No Part of Me
No inner voices, lost and broken pieces, only me
This is the first, wildest and wisest thing I know, that the soul exists, and that it is built entirely out of attentiveness. —Mary Oliver
“Do you think you’re broken?”
Her question hits me like a bolt from the blue. She sees things I cannot see, has a knack for touching what’s invisible to me.
“What? No…” I reply. “But a part of me used to…”
“Hold on,” she says, cutting me off. “Can you give me a yes-or-no? No buts, no explanations?”
I smile and nod. We’ve played this game before: “Top of Mind”, an inquiry into what is present for me in this instant, nothing more, no explanations, qualifications, or defenses. Just what I see in this moment.
“Do you think you’re broken?”
My mouth responds, reaches a second time for ‘No.’ Then something stronger, urgent, swells in my throat, pulls back reluctant lips.
“Yes,” I say, half disbelieving myself, but it rings as true to my ears as the bronze singing bowl above my desk at home. My cheeks flush, an ache blooms in my chest.
I can’t believe it.
I thought of myself as healed, cured of all that drama from way back when. Shit. I’m broken; a part of me is still broken.
How can that be?
The next afternoon, I am driving back to Seattle to catch my flight home. I play the recording of our session, and listen to my revelation and our discussion of my broken parts.

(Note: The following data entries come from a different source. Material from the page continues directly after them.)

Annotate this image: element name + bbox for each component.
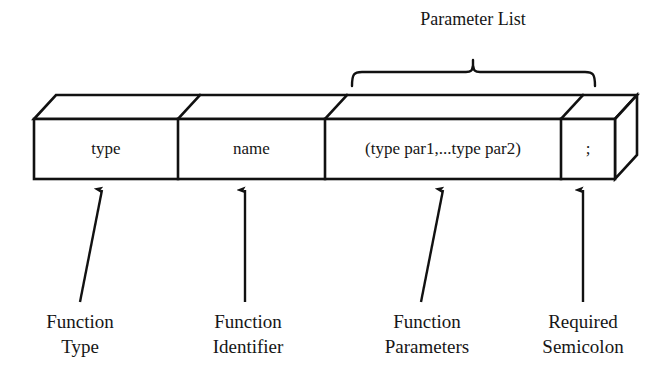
callout-required-semicolon-line2: Semicolon xyxy=(518,335,648,360)
arrow-function-parameters xyxy=(421,190,443,302)
callout-function-parameters-line2: Parameters xyxy=(362,335,492,360)
callout-required-semicolon: Required Semicolon xyxy=(518,310,648,359)
callout-function-identifier-line1: Function xyxy=(185,310,311,335)
box-cell-semicolon: ; xyxy=(561,139,615,159)
diagram-canvas: Parameter List type name (type par1,...t… xyxy=(0,0,668,378)
callout-arrows xyxy=(80,190,583,302)
callout-function-parameters: Function Parameters xyxy=(362,310,492,359)
callout-function-identifier: Function Identifier xyxy=(185,310,311,359)
callout-function-type-line1: Function xyxy=(20,310,140,335)
callout-function-type-line2: Type xyxy=(20,335,140,360)
arrow-function-type xyxy=(80,190,102,302)
box-cell-name: name xyxy=(178,139,325,159)
parameter-list-label: Parameter List xyxy=(403,8,543,32)
parameter-list-line2: List xyxy=(498,9,526,29)
callout-function-identifier-line2: Identifier xyxy=(185,335,311,360)
box-cell-parameters: (type par1,...type par2) xyxy=(325,139,561,159)
parameter-list-brace xyxy=(352,60,595,86)
callout-function-type: Function Type xyxy=(20,310,140,359)
box-cell-type: type xyxy=(34,139,178,159)
callout-function-parameters-line1: Function xyxy=(362,310,492,335)
callout-required-semicolon-line1: Required xyxy=(518,310,648,335)
prototype-box xyxy=(34,95,637,179)
parameter-list-line1: Parameter xyxy=(420,9,493,29)
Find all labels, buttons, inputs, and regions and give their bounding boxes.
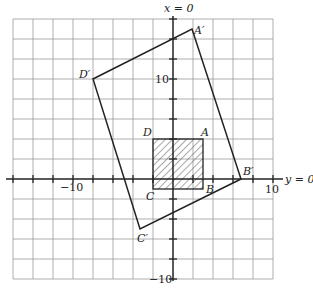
tick-label-x-pos: 10 <box>265 183 279 196</box>
label-B: B <box>205 183 214 196</box>
horizontal-axis-label: y = 0 <box>284 173 313 186</box>
tick-label-y-neg: −10 <box>149 273 172 286</box>
label-A: A <box>200 126 209 139</box>
label-C: C <box>146 190 155 203</box>
label-B-prime: B′ <box>242 165 254 178</box>
transformation-diagram: x = 0 y = 0 −10 10 10 −10 D A B C A′ B′ … <box>0 0 313 291</box>
tick-label-x-neg: −10 <box>60 181 83 194</box>
label-C-prime: C′ <box>137 232 148 245</box>
label-D-prime: D′ <box>78 68 91 81</box>
original-square <box>153 139 203 189</box>
label-D: D <box>142 126 152 139</box>
vertical-axis-label: x = 0 <box>164 2 193 15</box>
tick-label-y-pos: 10 <box>155 73 169 86</box>
label-A-prime: A′ <box>193 24 205 37</box>
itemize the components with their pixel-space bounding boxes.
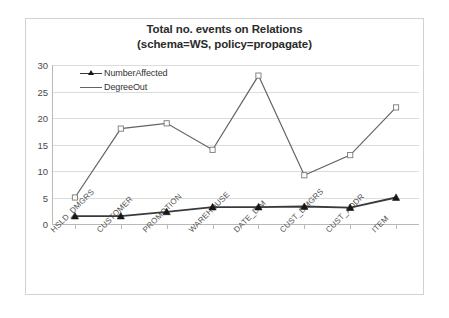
datapoint-degreeout-7 [393, 105, 398, 110]
y-tick-label-25: 25 [8, 86, 48, 97]
y-tick-label-30: 30 [8, 60, 48, 71]
legend-label-numberaffected: NumberAffected [104, 68, 167, 78]
datapoint-degreeout-1 [118, 126, 123, 131]
y-tick-label-15: 15 [8, 139, 48, 150]
y-tick-label-10: 10 [8, 166, 48, 177]
y-axis-tick-labels: 051015202530 [0, 65, 48, 224]
datapoint-degreeout-5 [302, 173, 307, 178]
chart-title-line-1: Total no. events on Relations [25, 22, 424, 37]
legend-item-numberaffected: NumberAffected [80, 66, 167, 80]
datapoint-degreeout-2 [164, 121, 169, 126]
legend-marker-line-icon [80, 82, 102, 92]
chart-title: Total no. events on Relations (schema=WS… [25, 22, 424, 52]
datapoint-degreeout-6 [348, 153, 353, 158]
line-numberaffected [75, 198, 396, 217]
chart-title-line-2: (schema=WS, policy=propagate) [25, 37, 424, 52]
legend-marker-triangle-icon [80, 68, 102, 78]
datapoint-degreeout-0 [72, 195, 77, 200]
legend-label-degreeout: DegreeOut [104, 82, 147, 92]
datapoint-degreeout-4 [256, 73, 261, 78]
x-axis-tick-labels: HSLD_DMGRSCUSTOMERPROMOTIONWAREHOUSEDATE… [52, 228, 419, 288]
legend-item-degreeout: DegreeOut [80, 80, 167, 94]
y-tick-label-20: 20 [8, 113, 48, 124]
datapoint-degreeout-3 [210, 147, 215, 152]
chart-legend: NumberAffected DegreeOut [80, 66, 167, 94]
y-tick-label-5: 5 [8, 192, 48, 203]
y-tick-label-0: 0 [8, 219, 48, 230]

As I listen, I notice myself repeating the phrase, “… a part of me feels … a part of me believes … a part of me …” It sounds like I am some kind of boarding house for lost or forgotten parts of me.
My attention falls inward. The penny begins to drop.
Suddenly, I understand—there are no parts, broken or otherwise, even though the ache in my heart seems real. And the one who once believed he was the lost shards of a shattered being? Can’t be. No inner critic, no inner child, no inner nobody. No parts.
Now that penny fully lands and a window opens. There’s only me, this one awareness. I am this river of experience, and all the bits it carries on its journey, an endless current of thought and feeling—first gasping breath, summer dog-days, howling winter nights, final welcome to the sea. There’s only this one moment, in this river.
And me? The simplest answer I can find and feel is that I am the awareness of it all, I am the I am, the thinker of the thoughts.
I am a child of Thought but not the thoughts themselves. I am. This. And this. And this. Only wholeness, flowing awareness which grants me the gift of experiencing anything imagination can conjure.
The recording ends and I am floating down the river, witnessing the passing of my broken parts. An ordinary man driving a car to an ordinary airport, experiencing the sublime, the freedom that comes with understanding.
The highway bends gently to the east. The moon, just up, is skipping across the snowy peaks of the distant Cascade Range. Keeping pace, dancing, guiding me home.